4. TWA Flight Center

Eero Saarinen’s TWA Flight Center at JFK Airport is now considered an architectural masterpiece. However, with its curved reinforced concrete structure it broke the mold of boxy Modernism and received mixed reactions when it debuted in 1962. Most press coverage praised it for resembling a giant bird in flight. Saarinen, who died the year before it opened, dismissed this overt symbolism, saying the design meant to convey the “excitement of travel.”

Instead, many of his peers saw the bird and hated it: “a disgraceful, expressionist mannerism,” as architect Philip Johnson later recalledItalian engineer-architect Pier Luigi Nervi believed “that Saarinen has allowed the purely ornamental instincts of the architect to take undue precedence over the engineer’s feeling for sound economic construction.”

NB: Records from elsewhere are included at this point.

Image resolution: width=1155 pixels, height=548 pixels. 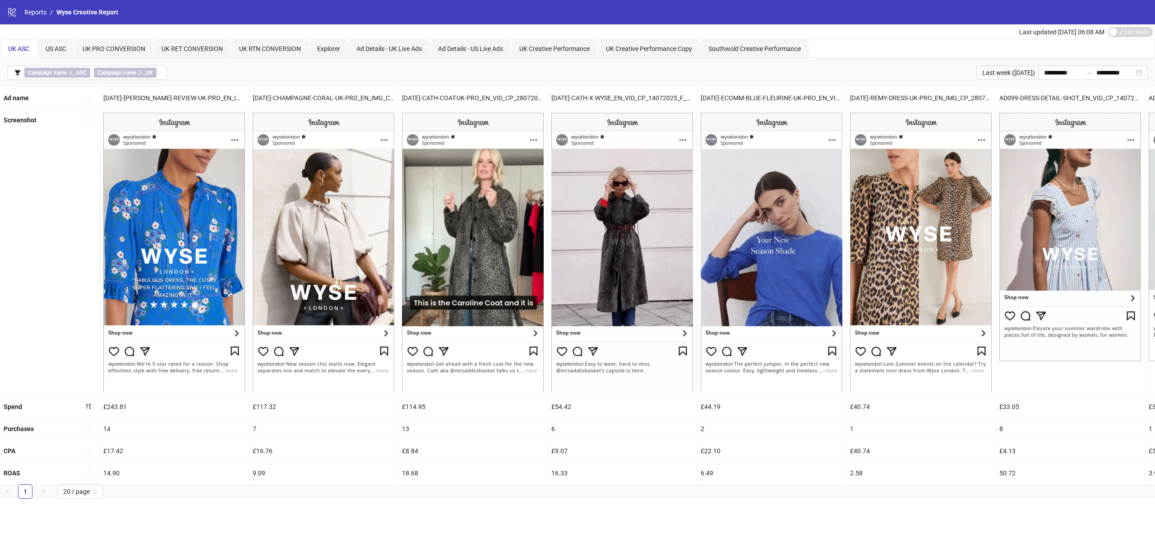 I want to click on span: UK RTN CONVERSION, so click(x=270, y=49).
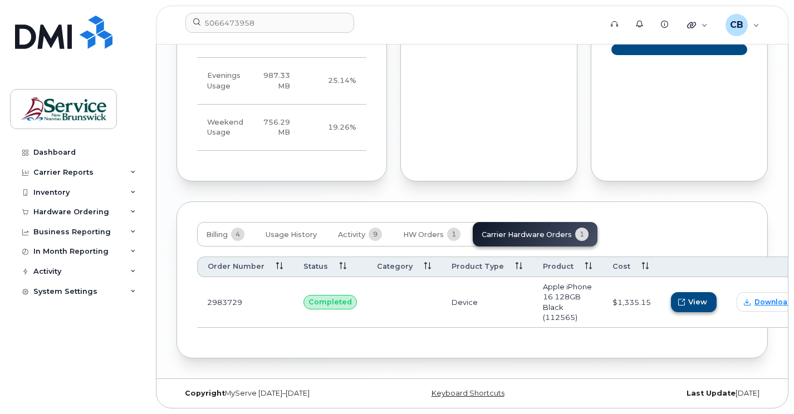  What do you see at coordinates (487, 302) in the screenshot?
I see `td: Device` at bounding box center [487, 302].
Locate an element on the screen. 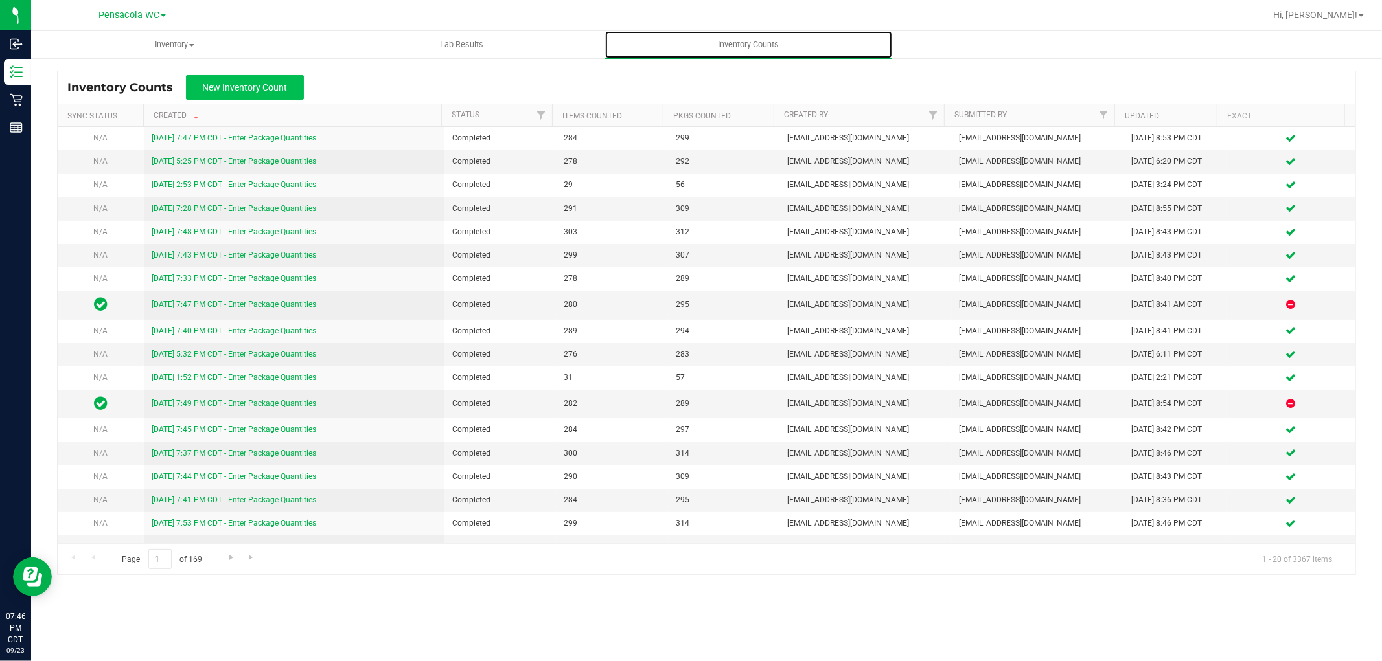 This screenshot has height=661, width=1382. a: Created By is located at coordinates (806, 115).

British architect Alan Colquhoun ridiculed its “crude juxtaposition of incompatible forms” and even architecture critic Allan Temko, an admirer of Saarinen, concluded “its eloquence seems too rich for the content of the problem and in the context of its surroundings.”

Those negative sentiments did not prevail, enabling it to survive obsolescence and abandonment until its recent nostalgic transformation into the TWA Hotel. In terms of recent critique, Michael Kimmelman, architecture critic for the New York Times, focused on the hotel’s initially rocky soft opening and challenging service, and felt that the hotel  is “a theme park for that fantasy version of 1962.”. One of our readers however, who visits the hotel regularly, told us this week that the service was good, and even Kimmelman admitted that Richard Southwick, architect from Beyer Blinder Belle that led the restoration, ” deserves a key to the city. I watched people walk around as if in a trance, snapping selfies, pointing and gazing at the thin, vaulted, soaring, twin-tortoise-shell concrete roof, breathing deeply, to inhale the building’s aura, lingering because, well, just being in that space seems to inspire happiness.”